2 Mar 2011

Small Beneath the Sky

Small Beneath the Skyby Lorna Crozie|r
Greystone Books
  ~ Review in Halifax Herald, September 2009

Lorna Crozier grew up on the prairies where everything is big.  Huge. Skyscapes are unbroken, miles of blue meeting miles of waving green grain at the horizon. It is hard to convince city dwellers that this expanse of unbroken sameness is amazing, unless you are Lorna Crozier.  Her memoir of growing up on the Canadian prairies pours out the vastness of the landscape, the hugeness of the skyscape and the feeling of dirt and dust under your fingernails.

“Calm or restless, the sky followPublish Posts your every step.  It touches you with loneliness.  It humbles your tongue.  Nothing is taller, more open.”

It was hard, growing up dirt poor in Swift Current, Saskatchewan, in a town with one main street and two beer parlours.  The vignettes in Small Beneath the Sky are recollections of a childhood where alcohol was ever present and money was hard to come by.  It was hard for a girl to fit in.  “High school wasn’t about learning geo-trig or chemistry or Shakespeare’s plays.  It was about learning how to belong, how to fit in, a desperate and hopeless task.”

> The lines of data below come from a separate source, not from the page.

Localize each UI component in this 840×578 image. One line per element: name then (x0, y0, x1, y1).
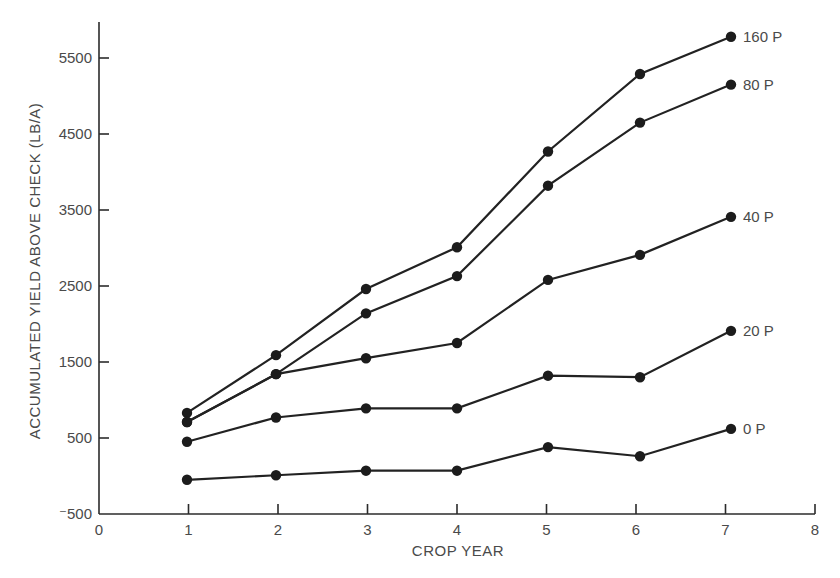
data-point (452, 338, 462, 348)
series-80p: 80 P (182, 76, 774, 428)
x-tick-label: 5 (542, 521, 550, 538)
y-tick-label: 3500 (59, 201, 92, 218)
data-point (361, 284, 371, 294)
series-40p: 40 P (182, 208, 774, 427)
x-tick-label: 8 (811, 521, 819, 538)
data-point (452, 403, 462, 413)
data-point (726, 326, 736, 336)
data-point (635, 451, 645, 461)
data-point (182, 437, 192, 447)
data-point (635, 69, 645, 79)
series-160p: 160 P (182, 28, 782, 418)
data-point (543, 180, 553, 190)
axes: ⁻50050015002500350045005500012345678 (59, 22, 820, 538)
data-point (635, 117, 645, 127)
data-point (635, 250, 645, 260)
y-tick-label: 5500 (59, 49, 92, 66)
series-label: 20 P (743, 322, 774, 339)
data-point (543, 275, 553, 285)
data-point (271, 412, 281, 422)
data-point (361, 308, 371, 318)
series-group: 160 P80 P40 P20 P0 P (182, 28, 782, 485)
data-point (452, 242, 462, 252)
data-point (726, 79, 736, 89)
data-point (452, 271, 462, 281)
x-tick-label: 0 (95, 521, 103, 538)
data-point (361, 465, 371, 475)
y-axis-title: ACCUMULATED YIELD ABOVE CHECK (LB/A) (26, 103, 43, 440)
series-label: 0 P (743, 420, 766, 437)
data-point (543, 442, 553, 452)
data-point (726, 32, 736, 42)
data-point (543, 146, 553, 156)
x-tick-label: 3 (363, 521, 371, 538)
data-point (726, 212, 736, 222)
y-tick-label: 1500 (59, 353, 92, 370)
series-line (187, 37, 731, 413)
x-tick-label: 6 (632, 521, 640, 538)
y-tick-label: 4500 (59, 125, 92, 142)
series-0p: 0 P (182, 420, 766, 485)
data-point (271, 369, 281, 379)
series-label: 160 P (743, 28, 782, 45)
x-tick-label: 7 (721, 521, 729, 538)
data-point (361, 353, 371, 363)
y-tick-label: 2500 (59, 277, 92, 294)
data-point (361, 403, 371, 413)
series-20p: 20 P (182, 322, 774, 447)
data-point (271, 350, 281, 360)
data-point (182, 475, 192, 485)
line-chart: ⁻50050015002500350045005500012345678 160… (0, 0, 840, 578)
x-tick-label: 2 (274, 521, 282, 538)
data-point (271, 470, 281, 480)
y-tick-label: 500 (67, 429, 92, 446)
series-label: 80 P (743, 76, 774, 93)
y-tick-label: ⁻500 (59, 505, 92, 522)
series-label: 40 P (743, 208, 774, 225)
data-point (182, 417, 192, 427)
x-axis-title: CROP YEAR (412, 542, 504, 559)
data-point (635, 372, 645, 382)
data-point (726, 424, 736, 434)
x-tick-label: 4 (453, 521, 461, 538)
x-tick-label: 1 (184, 521, 192, 538)
data-point (452, 465, 462, 475)
data-point (182, 408, 192, 418)
data-point (543, 370, 553, 380)
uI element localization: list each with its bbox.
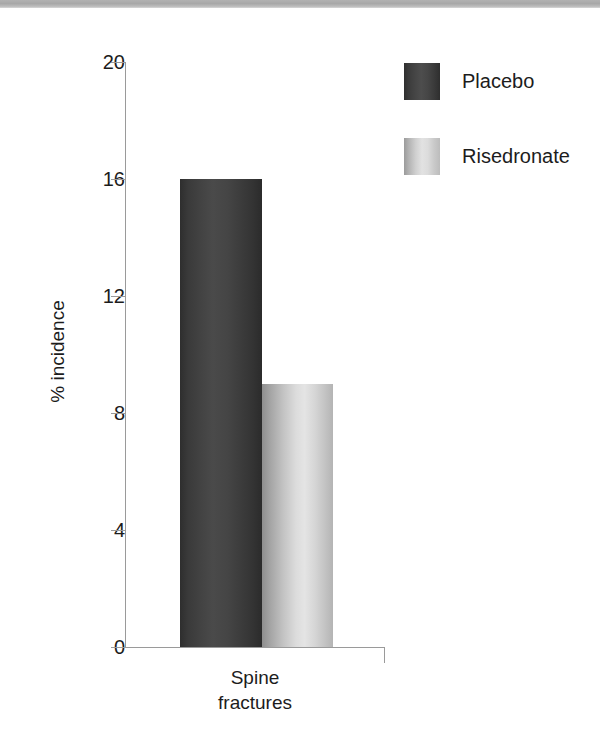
y-tick-mark-12	[111, 296, 125, 297]
y-tick-mark-20	[111, 62, 125, 63]
bar-placebo	[180, 179, 262, 647]
legend-swatch-placebo-icon	[404, 63, 440, 100]
y-tick-mark-8	[111, 413, 125, 414]
legend-label-risedronate: Risedronate	[462, 143, 570, 169]
x-axis-line	[125, 647, 384, 648]
legend-label-placebo: Placebo	[462, 68, 534, 94]
x-axis-end-tick	[384, 647, 385, 663]
y-tick-mark-0	[111, 647, 125, 648]
scan-edge-band	[0, 0, 600, 8]
bar-chart-figure: 20 16 12 8 4 0 % incidence Spine fractur…	[0, 0, 600, 743]
y-tick-mark-16	[111, 179, 125, 180]
chart-legend: Placebo Risedronate	[404, 63, 594, 213]
legend-item-risedronate: Risedronate	[404, 138, 594, 175]
legend-item-placebo: Placebo	[404, 63, 594, 100]
bar-risedronate	[262, 384, 333, 647]
y-axis-title: % incidence	[48, 272, 67, 432]
x-category-label-line1: Spine	[165, 665, 345, 690]
x-category-label-line2: fractures	[165, 690, 345, 715]
x-category-label: Spine fractures	[165, 665, 345, 715]
y-tick-mark-4	[111, 530, 125, 531]
bars-layer	[125, 62, 384, 647]
legend-swatch-risedronate-icon	[404, 138, 440, 175]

But there is much love and beauty in Swift Current.  With her poet’s eye, Crozier lays out the taste and smell and feel of her childhood. “The sun shone through the glass as I tilted the drink to my mouth.  It tasted better than oranges, even the ones from Japan that came only at Christmas.”

“On either side of the six steps that led to our front door, two lilac bushes exploded into fragrant blossoms every spring . . . The opposite of frugality, the lilacs made us special; they hid the poverty of the house, the messy yard, the worry that lived inside the walls.”

When poets write prose, readers are usually in for a treat and Crozier does not disappoint.  Her memoir is a tender reflection of her youth, and we are left with prairie visions dancing in our heads.  Even the city dwellers among us must now be now convinced that the ‘unbroken sameness’ of the prairies is amazing.

Lorna Crozier has published 15 books of poetry, edited several anthologies and received numerous awards for her work.  She lives in Saanich, British Columbia.